History of American Sales Culture - Part Two

If ever there should be a Salesmen's Hall of Fame, one of the first pedestals must be reserved for Jay Cooke. There is no doubt that some of the abundant glory that has gone to Grant and Lincoln ought to have gone to this Philadelphia banker-salesman. As one editor very fitly said: "The nation owes a debt of gratitude to Jay Cooke that it must remember." Without his valuable aid the wheels of government might have been seriously entangled."

A state park of rolling hills, rushing waters, pines and birches is named in his honor just south of Duluth, Minnesota. A most enjoyable stop on your trip north to Canada.

The truth is that salesmen have done more for progress and civilization than anyone imagines. They have done more than all the colleges to develop the peasantry of Europe into enterprising American citizens. They have transformed the "Man with the Hoe" into the person with the computer. They have given us the radiator for the fireplace, the piano for the dulcimer, the automobile for the push-cart, the computer and voice recognition for the quill pen. They have put more comforts into our homes than the king used to have in his palace.

How quickly we forget the great Sales Battles of our own day! Whenever a new commodity appears, we ridicule it, and oppose it, and refuse to buy it at any price. Then the Salesman trains his energies on us. We fight for a while, and finally we surrender. But we give no credit, or glory, to the Salesman. We walk up to the counter and buy the commodity, remarking to the clerk that it is just exactly what we needed for the past twenty years."

It is not true that new goods are manufactured to supply the demand. There is no demand. Both the demand and the goods have to be manufactured. The public has always held fast to its old-fashioned discomforts, until the salesman persuaded it to let go.

There was no demand for the Railroad, and for years many people believed that thirty miles an hour would stop the circulation of the blood. There was no demand for the Steamboat, and when Brunei drove the first boat by steam on the Thames, he became so unpopular that the London hotels refused to give him a room. There was no demand for the Sewing-machine, and the first machine that Howe put on exhibition was smashed to pieces by a Boston mob. There was no demand for the Telegraph, and Morse had to plead and beg before ten Congresses before he received any attention. There was no demand for the Air-brake, and Westinghouse was called a fool by every railroad expert, because he asserted that he could stop a train with wind. There was no demand for Gas-light, and all the candle- burners sneered at Murdoch for trying to have a lamp without a wick. There was no demand for the Reaper, and McCormick preached his gospel of efficient harvesting for fourteen years before he sold his first hundred machines. Today there is another Murdoch and his media empire, built almost entirely on salesmanship with the help of technology. Few thought it possible.

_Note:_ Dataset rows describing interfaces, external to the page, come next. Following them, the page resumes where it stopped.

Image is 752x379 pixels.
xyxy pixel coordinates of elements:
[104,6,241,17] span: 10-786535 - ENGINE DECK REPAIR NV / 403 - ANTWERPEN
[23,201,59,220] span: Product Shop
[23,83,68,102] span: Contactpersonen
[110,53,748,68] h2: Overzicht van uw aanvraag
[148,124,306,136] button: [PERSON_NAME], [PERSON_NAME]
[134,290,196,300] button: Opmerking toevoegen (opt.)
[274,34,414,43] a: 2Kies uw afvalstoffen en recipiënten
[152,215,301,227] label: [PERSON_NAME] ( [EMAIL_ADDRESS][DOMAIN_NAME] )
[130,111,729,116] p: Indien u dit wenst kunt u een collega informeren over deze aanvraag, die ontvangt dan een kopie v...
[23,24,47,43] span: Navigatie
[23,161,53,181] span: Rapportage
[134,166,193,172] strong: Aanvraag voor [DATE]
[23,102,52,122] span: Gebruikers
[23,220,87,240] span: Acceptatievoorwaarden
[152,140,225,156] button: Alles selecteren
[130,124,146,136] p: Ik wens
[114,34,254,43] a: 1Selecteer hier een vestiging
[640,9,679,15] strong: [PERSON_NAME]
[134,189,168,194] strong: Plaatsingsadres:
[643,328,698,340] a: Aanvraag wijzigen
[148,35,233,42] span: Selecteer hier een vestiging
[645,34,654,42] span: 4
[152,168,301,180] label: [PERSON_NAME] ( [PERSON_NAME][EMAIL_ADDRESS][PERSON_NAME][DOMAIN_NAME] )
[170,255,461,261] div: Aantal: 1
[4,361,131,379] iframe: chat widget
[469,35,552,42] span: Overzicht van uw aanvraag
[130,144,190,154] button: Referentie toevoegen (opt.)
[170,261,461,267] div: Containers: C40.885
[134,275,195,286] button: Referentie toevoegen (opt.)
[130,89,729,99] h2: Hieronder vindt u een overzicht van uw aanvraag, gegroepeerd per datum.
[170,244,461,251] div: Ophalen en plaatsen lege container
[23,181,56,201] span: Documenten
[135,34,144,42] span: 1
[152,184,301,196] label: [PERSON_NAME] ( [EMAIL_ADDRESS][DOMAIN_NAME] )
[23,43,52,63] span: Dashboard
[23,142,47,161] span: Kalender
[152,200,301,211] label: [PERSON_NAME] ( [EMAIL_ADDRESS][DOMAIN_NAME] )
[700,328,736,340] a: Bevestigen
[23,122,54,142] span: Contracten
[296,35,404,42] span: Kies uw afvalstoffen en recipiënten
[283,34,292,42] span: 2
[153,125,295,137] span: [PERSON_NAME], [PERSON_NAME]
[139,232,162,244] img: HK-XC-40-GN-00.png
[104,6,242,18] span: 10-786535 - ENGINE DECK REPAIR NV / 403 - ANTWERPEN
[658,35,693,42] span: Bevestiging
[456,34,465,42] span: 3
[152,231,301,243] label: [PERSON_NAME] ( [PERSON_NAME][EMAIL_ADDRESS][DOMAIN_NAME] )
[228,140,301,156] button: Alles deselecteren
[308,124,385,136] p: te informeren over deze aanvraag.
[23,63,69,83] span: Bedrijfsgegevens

No, it is not true, as learned theorists have said that every great invention springs into life because it is demanded by the nation. It springs into life and nobody wants it. It is the Ugly Duckling. Everybody prefers ten cents to it, until a few salespeople take it in hand and explain it.

When Frederick E. Sickles first exhibited his steam steering-gear, now used on all the seas of the world, all the sailors looked upon it with contempt. "Nobody seemed to take the slightest interest in it," wrote Sickles. When Charles T. Porter first showed his high-speed engine in England, it was not taken seriously by anyone. "My engine," says
Porter "was visited by every engineer in England and by a multitude of engine-users; and yet in all that six months not a builder ever said a word about building neither it, nor a user said a word about using it. I was stupefied with astonishment and distress."

When Bell first showed his telephone at the Philadelphia Centennial, it was endorsed by the greatest scientists of America and England. It was tested and proved. But the average man called it a "scientific toy" and refused to either use it or finance it. Bell preached telephony for years before the public bought it. (Last phrase stricken as out dated).

There are men now alive who can remember how their mother sat down and cried when the first cook-stove came into the house, displacing the clumsy and wasteful fireplace. They can remember their first store boots and store clothes. They can remember the old battles between labor and management and the men who built the pipe-lines for petroleum, between the paddlers and the experts who developed the Bessemer process, and between the news agents and the pioneers who established the first ten-cent magazines-then later the internet.